Ben’s face sobered, too. “That’s right,” he said. “One thing you said sort of stays in my mind, Trixie. About that lighted window you thought you saw off in the woods... back of the place where I was treeing the possum.”
“Yes?” Trixie asked, immediately alert. “We did see it, and we saw someone pull the shade down, didn’t we, Mart?”
“It couldn’t be,” Ben said, shaking his head. “I hunt in the woods all the time, and I fish in the river at this end of the woods. Been doing it for years. Nobody has ever cut through the grapevines and hazel brush to get very far back in that jungle. The ground belongs to the state, you know. It’s really Walnut State Park.”
“We have heard stories about people living back in there,” Mrs. Gorman reminded him.
“They did about a hundred years ago, yes,” Ben agreed. “You see, Trixie, the way I heard it is this: Just after the Civil War ended, a bunch of men, led by some escaped convicts, gathered their families together and settled along the banks of the river. They made their living by operating illicit stills.”
“Then the government caught up with them,” Mrs. Gorman said.
“Yes.” Ben nodded. “And no one knows quite what happened. I have heard that they went farther back into the deep woods. Even if they did, no one has seen anything of them or their descendants since that time.”
“People have seen lights in there before,” Mrs. Gorman reminded him.

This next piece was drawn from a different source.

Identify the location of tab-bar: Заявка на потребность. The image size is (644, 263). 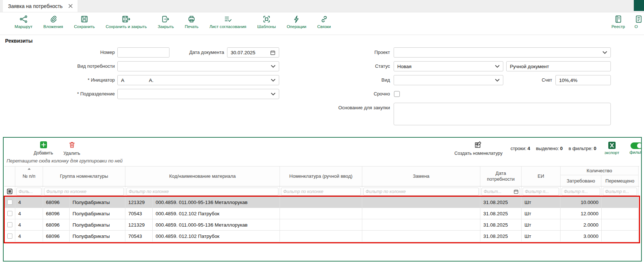
(322, 6).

“It was nothing but will-o’-the-wisps over the swampy land,” Mr. Gorman said. “Say, I almost forgot something.” He reached into his shirt pocket and drew out a handful of tickets. “Dan Schulz’s boy Ned sold me these. There’s a basketball game at Rivervale this afternoon, with a barbecue and dance afterward. I thought you might all like to go.”